Kubein believes the counseling offered by the Returning Veterans Project saved her daughter’s life. A group of counselors based in Oregon that provides services at no charge to servicemembers and families, Returning Veterans arranged for a therapist with combat experience in Vietnam to care for her daughter.

“Normally, I am not a proponent of privatization,” says Kubein, whose daughter was a .50-caliber gunner and field mechanic with the Oregon Army National Guard in Iraq for 10 months at the beginning of the war. “But the troops need to have a safe alternative for counseling, somewhere they know the Army can’t have access to their records. That’s the only way they are going to work through what they have seen and done.”

Such concerns resonate with the people who established Courage Carries On. Despite assurances from the military, many servicemembers still believe seeking counseling will hurt their careers, Deremo says. And some veterans, especially from the Vietnam era, refuse to go to VA because of they way they were treated when they first returned from the war.

“We wanted to offer them something totally outside the government where they could be referred to counseling services,” says Deremo, who receives many calls for help from families of servicemembers or veterans who have tried to commit suicide.

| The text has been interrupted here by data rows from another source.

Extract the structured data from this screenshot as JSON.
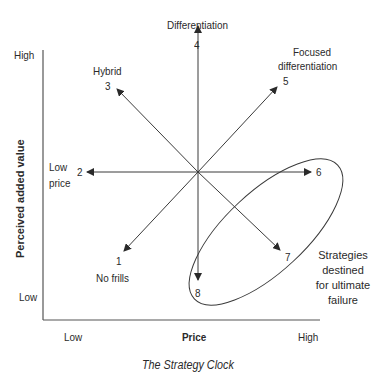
{
  "title": "The Strategy Clock",
  "axes": {
    "x_label": "Price",
    "y_label": "Perceived added value",
    "x_low": "Low",
    "x_high": "High",
    "y_low": "Low",
    "y_high": "High"
  },
  "strategies": [
    {
      "number": "1",
      "label": "No frills"
    },
    {
      "number": "2",
      "label": "Low price",
      "label_line1": "Low",
      "label_line2": "price"
    },
    {
      "number": "3",
      "label": "Hybrid"
    },
    {
      "number": "4",
      "label": "Differentiation"
    },
    {
      "number": "5",
      "label": "Focused differentiation",
      "label_line1": "Focused",
      "label_line2": "differentiation"
    },
    {
      "number": "6",
      "label": ""
    },
    {
      "number": "7",
      "label": ""
    },
    {
      "number": "8",
      "label": ""
    }
  ],
  "failure_zone": {
    "label_lines": [
      "Strategies",
      "destined",
      "for ultimate",
      "failure"
    ],
    "includes": [
      "6",
      "7",
      "8"
    ]
  },
  "colors": {
    "line": "#3a3a3a",
    "text": "#2a2a2a",
    "background": "#ffffff"
  }
}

“Despite all that the military is doing, despite all that VA is doing, the word is not getting to everybody,” he says.

The North Dakota American Legion launched Courage Carries On in February. It features five veterans, including Schroeder, talking about how they needed and began getting help. It encourages people to call 2-1-1 – a private mental health referral service in North Dakota – or the national suicide hotline. It is designed for anyone who has served and is suffering, not just combat veterans. Posters have gone up in bars, churches, laundry mats and other locations. Public service announcements are playing on TV and radio. Billboards followed. The bottom line message: “You had the courage to put on the uniform and go serve your country,” Deremo says. “Now you have to have the courage to make a phone call so you can get better, so your family can get better.”

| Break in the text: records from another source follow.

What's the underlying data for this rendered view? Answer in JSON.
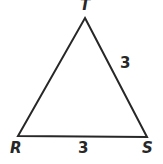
{
  "figure": {
    "type": "geometry-diagram",
    "shape": "triangle",
    "background_color": "#ffffff",
    "stroke_color": "#272727",
    "stroke_width": 2,
    "width": 163,
    "height": 164,
    "vertices": [
      {
        "name": "T",
        "label": "T",
        "x": 85,
        "y": 18,
        "position": "apex"
      },
      {
        "name": "R",
        "label": "R",
        "x": 18,
        "y": 136,
        "position": "bottom-left"
      },
      {
        "name": "S",
        "label": "S",
        "x": 147,
        "y": 137,
        "position": "bottom-right"
      }
    ],
    "sides": [
      {
        "name": "RT",
        "from": "R",
        "to": "T",
        "label": ""
      },
      {
        "name": "TS",
        "from": "T",
        "to": "S",
        "label": "3"
      },
      {
        "name": "RS",
        "from": "R",
        "to": "S",
        "label": "3"
      }
    ],
    "labels": {
      "vertex_T": "T",
      "vertex_R": "R",
      "vertex_S": "S",
      "side_TS_length": "3",
      "side_RS_length": "3"
    }
  }
}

“Don’t wait 23 years to get help like I did,” Schroeder adds. “You hurt so many other people.” For her, there’s an equally pressing reason to make the call whenever she’s feeling her worst. “If I kill myself,” she says, her thoughts turning back to the man who assaulted more than two decades ago, “he’s won.”

Ken Olsen is a freelance writer and frequent contributor to The American Legion Magazine.